An NDE is a special sort of eyewitness account in which no external evidence is even possible. The truth value completely depends on the person's character and whether what is reported makes sense given the world as we know it. And it is the latter that most heavily influences the debate. If you are a child of modernity then you are inclined to reject any report of life outside of and transcendent to the physical world. If you are a Christian, however, you are supposed to already believe in the possibility of survival after death. Such reports, then, are more believable. And yet, even so, due to the inherent limitations of eyewitness accounts and your own personal take on what life after death entails, you might still hold (like me) that NDE's themselves are more than likely a mere psychological trick of consciousness (a trick, though, that might implicate a "continued life in some form," as Vito suggested above).

It's the commitments you hold about reality that make such reports more or less believable. Dr. Long thinks that NDE's conclusively prove life after death, but that is only because he is willing to believe that reality is larger than just the physical material. But even granting such a larger reality, Dr. Long fails to recognize that NDE's, like all eyewitness accounts, are never in themselves conclusively probative of the events they report on.

I don't know what you are saying, Tom. First of all, an NDE is an experience. not an account. Second, what do you mean by "no external evidence is possible"?

Suppose the NDE is an OBE. The patient flatlines and sees his body on the operating table from the POV of the ceiling. He notes a birette in the hair of a nurse, and reports on this when he is resuscitated. Is that not external evidence?

Thirdly, your truth value remark makes no sense to me.

An NDE is an experience for the person who has it, but for others, it is a report or account of an experience. For example, Dr. Long's accounts of NDE's are of reports he has received, and not anything he has personally experienced. Also, your post regarding Richard John Neuhaus's experience is a report or account of his NDE, not your own experience.

I have never had a near-death experience, and neither has anyone else I know (with the exception of Eben Alexander and his family, posted in your substack article, 11/16/24, who I have known for some number of years). So whenever the issue of the probative value of NDE's come up, I take them as reports or accounts, just like any other eyewitness account.

I did not take your various posts on the subject as the narrow question about whether or not the experience is probative for the person who has it, nor do I now think that was your point. But I am not sure the analysis differs that much. If I had such an experience, I would have the same questions about it. Minus, of course, the issue of whether or not I am lying, I would still question the experience in light of my sense of the world as I know it. If I were prone to secular materialism, I would undoubtedly consider it a mere strange psychological quirk, like any dream or illusion I have experienced, with no lasting significance about an afterlife.

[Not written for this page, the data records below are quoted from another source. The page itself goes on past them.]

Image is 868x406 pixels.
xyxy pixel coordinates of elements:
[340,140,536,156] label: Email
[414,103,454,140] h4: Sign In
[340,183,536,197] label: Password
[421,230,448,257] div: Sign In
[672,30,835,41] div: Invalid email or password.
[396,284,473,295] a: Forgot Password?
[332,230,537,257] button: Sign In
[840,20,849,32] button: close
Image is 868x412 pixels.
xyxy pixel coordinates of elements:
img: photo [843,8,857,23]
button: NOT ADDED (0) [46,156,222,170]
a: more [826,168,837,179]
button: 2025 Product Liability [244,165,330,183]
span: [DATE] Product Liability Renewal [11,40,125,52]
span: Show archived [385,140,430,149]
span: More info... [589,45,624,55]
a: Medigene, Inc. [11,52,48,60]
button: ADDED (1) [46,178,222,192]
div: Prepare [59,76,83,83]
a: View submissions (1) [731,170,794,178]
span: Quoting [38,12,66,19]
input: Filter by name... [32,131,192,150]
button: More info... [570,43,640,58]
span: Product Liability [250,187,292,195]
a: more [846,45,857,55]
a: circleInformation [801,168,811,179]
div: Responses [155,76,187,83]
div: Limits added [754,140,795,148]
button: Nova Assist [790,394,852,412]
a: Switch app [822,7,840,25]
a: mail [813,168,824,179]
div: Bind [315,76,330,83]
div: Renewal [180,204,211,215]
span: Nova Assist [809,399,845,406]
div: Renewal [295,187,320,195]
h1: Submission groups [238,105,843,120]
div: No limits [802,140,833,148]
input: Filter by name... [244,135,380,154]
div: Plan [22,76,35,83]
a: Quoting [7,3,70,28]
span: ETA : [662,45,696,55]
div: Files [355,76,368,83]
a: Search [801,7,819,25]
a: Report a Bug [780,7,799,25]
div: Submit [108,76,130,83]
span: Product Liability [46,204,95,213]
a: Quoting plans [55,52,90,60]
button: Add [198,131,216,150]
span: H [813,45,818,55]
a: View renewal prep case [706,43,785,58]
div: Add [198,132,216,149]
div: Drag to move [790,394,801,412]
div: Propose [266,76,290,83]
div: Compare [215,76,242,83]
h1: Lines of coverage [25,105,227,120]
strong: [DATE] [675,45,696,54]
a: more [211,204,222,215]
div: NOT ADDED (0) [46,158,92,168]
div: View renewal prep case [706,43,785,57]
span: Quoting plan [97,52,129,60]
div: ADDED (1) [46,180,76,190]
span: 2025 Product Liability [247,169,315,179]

You distinguished between an NDE and an OBE in the comments above. As you point out, OBE's present different considerations and so I restricted my comment to NDE's in the context of whether they are proof of an afterlife in some extra-physical space, which is the issue I took to be under consideration. And in this context, "no external evidence is possible" was meant in the same sense as you recount that a person with an NDE "is the authority; he enjoys 'privileged access' to his mental states … " External evidence (or corroboration, if you will) is in theory available for eyewitness accounts in general; if someone tells me they saw a spectacular arch in St. Louis, I can go there and verify it. But there is no way to verify the claim of an afterlife in a heaven or some other alternate space-time continuum experienced in the near-death events under consideration.

The truth value in an NDE is the sliding scale from credible to incredible which is implied by your conclusion that there "is no rationally coercive argument from the reality of NDEs to the reality of an afterlife." If not rationally coercive or conclusive, any such argument might still present a more or less probability of being true.